The Pee Dee Indian chose the area over six hundred years ago, providing a place to discuss politics and perform religious ceremonies and rituals. Town Creek Indian Mound was a cultural center for South Appalachian Mississippian culture.
The most noteworthy Pee Dee celebration at the Mound was called the “busk”: houses and the grounds were refurbished, debts were repaid, and a purification ritual took place. This ceremony included the use of euphoric substances, bathing, fasting and eating corn to start a new year called, “poskito.” By the end of the ritual, embers from the fire were used to light the hearths in Pee Dee homes; it represented the tribe as “people of one fire.” In the eighteenth century, Europeans arrived at the site, but the Pee Dee Indians had vacated it and more than likely had started living among the Catawba.

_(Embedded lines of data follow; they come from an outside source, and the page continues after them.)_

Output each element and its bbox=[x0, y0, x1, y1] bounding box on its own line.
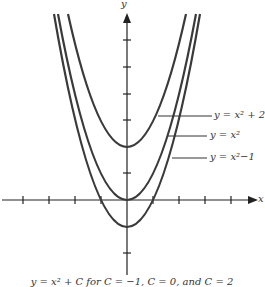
y-axis-label: y bbox=[121, 0, 127, 9]
label-cm1: y = x²−1 bbox=[210, 151, 255, 162]
label-c2: y = x² + 2 bbox=[214, 109, 265, 120]
x-axis-arrow-icon bbox=[248, 196, 258, 204]
label-c0: y = x² bbox=[210, 129, 240, 140]
y-axis-arrow-icon bbox=[123, 13, 131, 23]
figure-caption: y = x² + C for C = −1, C = 0, and C = 2 bbox=[0, 276, 264, 287]
x-axis-label: x bbox=[258, 193, 264, 204]
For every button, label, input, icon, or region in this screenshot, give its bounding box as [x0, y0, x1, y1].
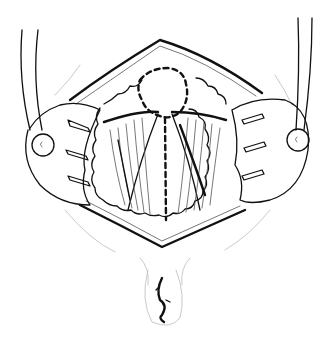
skin-contours — [55, 65, 292, 285]
right-retractor — [232, 18, 312, 203]
dashed-vertical-line — [165, 118, 166, 220]
left-retractor — [21, 30, 100, 205]
surgical-illustration — [0, 0, 328, 343]
dashed-circle — [138, 68, 187, 117]
lower-orifice — [145, 270, 182, 325]
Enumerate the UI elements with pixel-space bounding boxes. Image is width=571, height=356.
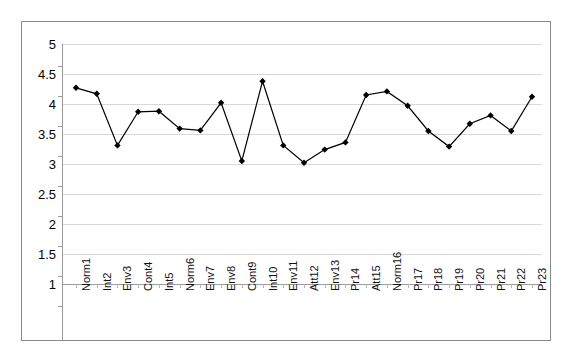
chart-figure: 11.522.533.544.55 Norm1Int2Env3Cont4Int5… <box>21 21 551 341</box>
y-tick-label: 3 <box>49 157 56 172</box>
data-point-marker <box>73 85 79 91</box>
data-point-marker <box>239 158 245 164</box>
y-tick-label: 4 <box>49 97 56 112</box>
y-tick-label: 1.5 <box>38 247 56 262</box>
y-tick-label: 3.5 <box>38 127 56 142</box>
line-series <box>62 22 542 340</box>
y-tick-label: 1 <box>49 277 56 292</box>
data-point-marker <box>529 94 535 100</box>
data-point-marker <box>135 109 141 115</box>
series-line <box>76 81 532 163</box>
y-tick-label: 2 <box>49 217 56 232</box>
y-tick-label: 5 <box>49 37 56 52</box>
data-point-marker <box>322 146 328 152</box>
data-point-marker <box>94 91 100 97</box>
data-point-marker <box>342 139 348 145</box>
data-point-marker <box>363 92 369 98</box>
plot-area: Norm1Int2Env3Cont4Int5Norm6Env7Env8Cont9… <box>62 22 542 340</box>
data-point-marker <box>259 78 265 84</box>
y-axis-tick-labels: 11.522.533.544.55 <box>22 22 60 340</box>
y-tick-label: 2.5 <box>38 187 56 202</box>
y-tick-label: 4.5 <box>38 67 56 82</box>
data-point-marker <box>114 142 120 148</box>
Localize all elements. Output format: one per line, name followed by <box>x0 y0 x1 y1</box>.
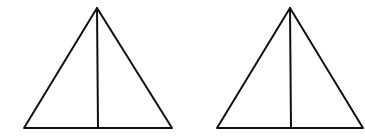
right-triangle-median <box>290 8 291 128</box>
left-triangle <box>24 8 172 128</box>
triangles-svg <box>0 0 365 137</box>
left-triangle-median <box>97 8 98 128</box>
diagram-canvas <box>0 0 365 137</box>
right-triangle <box>217 8 363 128</box>
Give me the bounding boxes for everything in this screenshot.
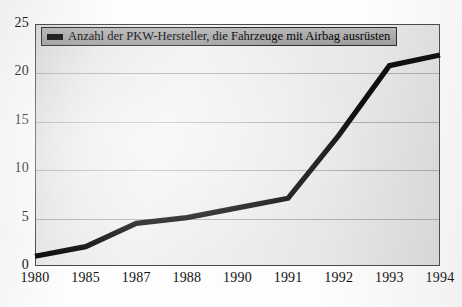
x-tick-label-1993: 1993: [361, 270, 417, 286]
legend-label: Anzahl der PKW-Hersteller, die Fahrzeuge…: [68, 30, 390, 43]
series-line-layer: [35, 24, 440, 266]
series-line-airbag-hersteller: [35, 55, 440, 256]
chart-figure: 0510152025 19801985198719881990199119921…: [0, 0, 462, 307]
y-tick-label-5: 5: [0, 209, 29, 225]
x-tick-label-1980: 1980: [7, 270, 63, 286]
y-tick-label-15: 15: [0, 112, 29, 128]
y-tick-label-20: 20: [0, 63, 29, 79]
x-tick-label-1987: 1987: [108, 270, 164, 286]
y-tick-label-25: 25: [0, 15, 29, 31]
legend-swatch-icon: [47, 34, 63, 40]
x-tick-label-1988: 1988: [159, 270, 215, 286]
y-tick-label-10: 10: [0, 160, 29, 176]
x-tick-label-1985: 1985: [58, 270, 114, 286]
x-tick-label-1994: 1994: [412, 270, 462, 286]
x-tick-label-1992: 1992: [311, 270, 367, 286]
x-axis: 198019851987198819901991199219931994: [35, 270, 440, 294]
chart-legend: Anzahl der PKW-Hersteller, die Fahrzeuge…: [41, 27, 397, 46]
x-tick-label-1991: 1991: [260, 270, 316, 286]
x-tick-label-1990: 1990: [210, 270, 266, 286]
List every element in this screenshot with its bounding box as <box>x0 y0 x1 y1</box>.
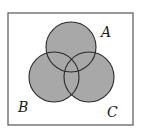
set-label-c: C <box>107 104 118 120</box>
venn-diagram: A B C <box>0 0 141 136</box>
set-label-a: A <box>99 24 111 40</box>
venn-svg: A B C <box>0 0 141 136</box>
set-label-b: B <box>17 99 28 115</box>
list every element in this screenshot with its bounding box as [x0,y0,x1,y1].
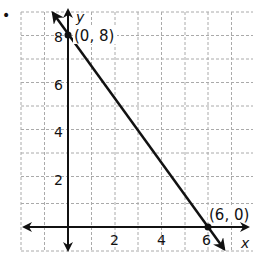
y-tick-4: 4 [54,124,63,140]
y-tick-2: 2 [54,172,63,188]
coordinate-graph: • y x 2 4 6 2 4 6 8 (0, 8) (6, [0,0,253,256]
x-tick-4: 4 [157,232,166,248]
y-tick-8: 8 [54,29,63,45]
y-axis-label: y [75,9,85,25]
point-6-0 [205,224,212,231]
y-tick-6: 6 [54,77,63,93]
x-tick-2: 2 [110,232,119,248]
x-tick-6: 6 [202,232,211,248]
point-label-6-0: (6, 0) [209,206,249,224]
bullet: • [2,7,10,23]
point-label-0-8: (0, 8) [74,27,114,45]
x-axis-label: x [240,235,250,251]
point-0-8 [65,32,72,39]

Starting in the late 1800s, the site attracted treasure hunters, but in 1936, Joffre L. Coe, a student at the University of North Carolina at Chapel Hill, began official archeological digs. Stemming from Coe’s initiative, professional excavations at Town Creek began in 1937 and spanned fifty years. Archaeologists have discovered a burial and mortuary house in the middle of the plaza as well as evidence for five protective walls surrounding the site. It is estimated that 563 burials took place at the site with evidence of bone remains wrapped in deerskin placed in pottery urns. Landowner L.D. Frutchey set aside the site for scientific fieldwork in 1937 and the site became a North Carolina State Historic Site in 1955.

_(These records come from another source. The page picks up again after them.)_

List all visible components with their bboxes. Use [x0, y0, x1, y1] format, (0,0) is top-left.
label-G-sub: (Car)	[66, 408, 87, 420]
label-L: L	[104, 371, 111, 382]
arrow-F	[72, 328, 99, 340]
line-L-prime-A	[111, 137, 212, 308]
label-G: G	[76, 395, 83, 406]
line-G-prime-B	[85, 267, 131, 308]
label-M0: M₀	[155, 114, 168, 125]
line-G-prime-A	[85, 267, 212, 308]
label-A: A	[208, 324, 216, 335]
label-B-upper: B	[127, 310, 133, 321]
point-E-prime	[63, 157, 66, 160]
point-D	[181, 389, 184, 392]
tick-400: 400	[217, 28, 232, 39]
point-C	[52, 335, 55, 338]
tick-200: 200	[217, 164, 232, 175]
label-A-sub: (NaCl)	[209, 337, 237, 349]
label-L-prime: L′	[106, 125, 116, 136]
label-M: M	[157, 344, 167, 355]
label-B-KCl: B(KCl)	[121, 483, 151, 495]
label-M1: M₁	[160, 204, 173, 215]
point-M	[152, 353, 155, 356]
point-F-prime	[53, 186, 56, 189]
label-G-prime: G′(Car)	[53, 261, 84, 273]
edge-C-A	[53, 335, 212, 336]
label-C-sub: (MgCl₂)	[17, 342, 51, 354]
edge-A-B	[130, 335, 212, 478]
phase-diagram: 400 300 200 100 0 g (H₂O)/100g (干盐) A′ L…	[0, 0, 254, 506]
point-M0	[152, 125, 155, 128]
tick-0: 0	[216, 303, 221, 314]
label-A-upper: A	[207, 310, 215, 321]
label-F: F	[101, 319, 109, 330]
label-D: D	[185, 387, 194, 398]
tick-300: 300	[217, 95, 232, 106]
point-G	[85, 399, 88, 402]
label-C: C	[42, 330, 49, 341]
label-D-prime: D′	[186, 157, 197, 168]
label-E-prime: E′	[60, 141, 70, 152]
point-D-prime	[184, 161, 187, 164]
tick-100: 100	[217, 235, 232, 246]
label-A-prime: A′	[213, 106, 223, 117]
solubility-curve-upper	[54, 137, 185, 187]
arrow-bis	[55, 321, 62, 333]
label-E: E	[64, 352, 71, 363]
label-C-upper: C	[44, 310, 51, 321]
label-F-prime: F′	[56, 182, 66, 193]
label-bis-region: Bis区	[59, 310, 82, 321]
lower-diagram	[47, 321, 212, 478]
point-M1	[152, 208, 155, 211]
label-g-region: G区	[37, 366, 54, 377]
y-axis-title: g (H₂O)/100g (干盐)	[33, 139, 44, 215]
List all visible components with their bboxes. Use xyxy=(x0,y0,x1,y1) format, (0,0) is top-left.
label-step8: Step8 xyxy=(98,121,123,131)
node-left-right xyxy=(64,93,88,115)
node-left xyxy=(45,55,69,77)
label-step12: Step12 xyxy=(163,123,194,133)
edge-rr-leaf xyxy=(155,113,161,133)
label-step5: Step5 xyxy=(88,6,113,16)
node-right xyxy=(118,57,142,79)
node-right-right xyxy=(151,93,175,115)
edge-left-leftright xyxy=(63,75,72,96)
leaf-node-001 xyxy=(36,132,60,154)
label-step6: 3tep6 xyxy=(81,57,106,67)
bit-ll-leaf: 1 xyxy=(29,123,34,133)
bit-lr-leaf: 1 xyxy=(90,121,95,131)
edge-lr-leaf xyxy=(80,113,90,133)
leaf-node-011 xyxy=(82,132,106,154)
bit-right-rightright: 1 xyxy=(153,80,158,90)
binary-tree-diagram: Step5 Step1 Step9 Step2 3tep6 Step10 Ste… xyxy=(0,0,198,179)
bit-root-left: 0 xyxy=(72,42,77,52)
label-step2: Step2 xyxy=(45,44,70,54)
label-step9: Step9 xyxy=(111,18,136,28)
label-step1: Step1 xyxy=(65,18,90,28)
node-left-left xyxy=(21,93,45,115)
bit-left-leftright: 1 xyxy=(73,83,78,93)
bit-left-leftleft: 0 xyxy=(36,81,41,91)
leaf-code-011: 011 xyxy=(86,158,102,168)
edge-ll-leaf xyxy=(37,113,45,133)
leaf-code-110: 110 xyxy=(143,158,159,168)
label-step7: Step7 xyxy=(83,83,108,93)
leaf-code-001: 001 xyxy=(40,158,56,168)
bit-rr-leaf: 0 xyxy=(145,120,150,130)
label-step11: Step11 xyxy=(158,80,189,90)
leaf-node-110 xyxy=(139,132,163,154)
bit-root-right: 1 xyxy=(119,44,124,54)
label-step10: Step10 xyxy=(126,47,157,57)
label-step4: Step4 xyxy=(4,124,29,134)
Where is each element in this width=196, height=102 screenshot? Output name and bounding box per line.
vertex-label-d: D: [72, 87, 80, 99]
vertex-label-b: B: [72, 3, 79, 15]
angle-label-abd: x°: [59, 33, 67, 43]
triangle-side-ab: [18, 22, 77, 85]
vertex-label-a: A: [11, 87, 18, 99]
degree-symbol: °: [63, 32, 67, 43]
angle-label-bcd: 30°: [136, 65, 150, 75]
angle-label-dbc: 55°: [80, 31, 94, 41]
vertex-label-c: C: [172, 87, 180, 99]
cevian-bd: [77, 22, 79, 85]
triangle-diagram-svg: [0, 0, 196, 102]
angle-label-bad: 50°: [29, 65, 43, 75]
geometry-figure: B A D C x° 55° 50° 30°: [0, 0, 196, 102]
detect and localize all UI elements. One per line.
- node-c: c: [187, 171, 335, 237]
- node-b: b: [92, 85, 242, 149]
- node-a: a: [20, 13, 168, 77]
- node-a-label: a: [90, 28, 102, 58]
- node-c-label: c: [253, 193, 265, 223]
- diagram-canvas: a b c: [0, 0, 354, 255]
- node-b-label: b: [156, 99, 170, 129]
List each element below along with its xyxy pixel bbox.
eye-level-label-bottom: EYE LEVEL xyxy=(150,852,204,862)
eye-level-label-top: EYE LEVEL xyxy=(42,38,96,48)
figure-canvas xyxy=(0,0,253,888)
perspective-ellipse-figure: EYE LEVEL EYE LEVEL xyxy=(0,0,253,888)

Throughout the 1950s and 1960s the site underwent renovations in which the mound, burial house and stockade were restored. The earthen mound that is seen today is built over a rectangular earth lodge structure with the walls constructed by wooden posts set in holes.
Today, Town Creek Indian Mound has been used as venue for monthly astronomy events and the viewing of constellations, which are open to the public. The site includes a visitors center, two temples, burial house, stockade and mound.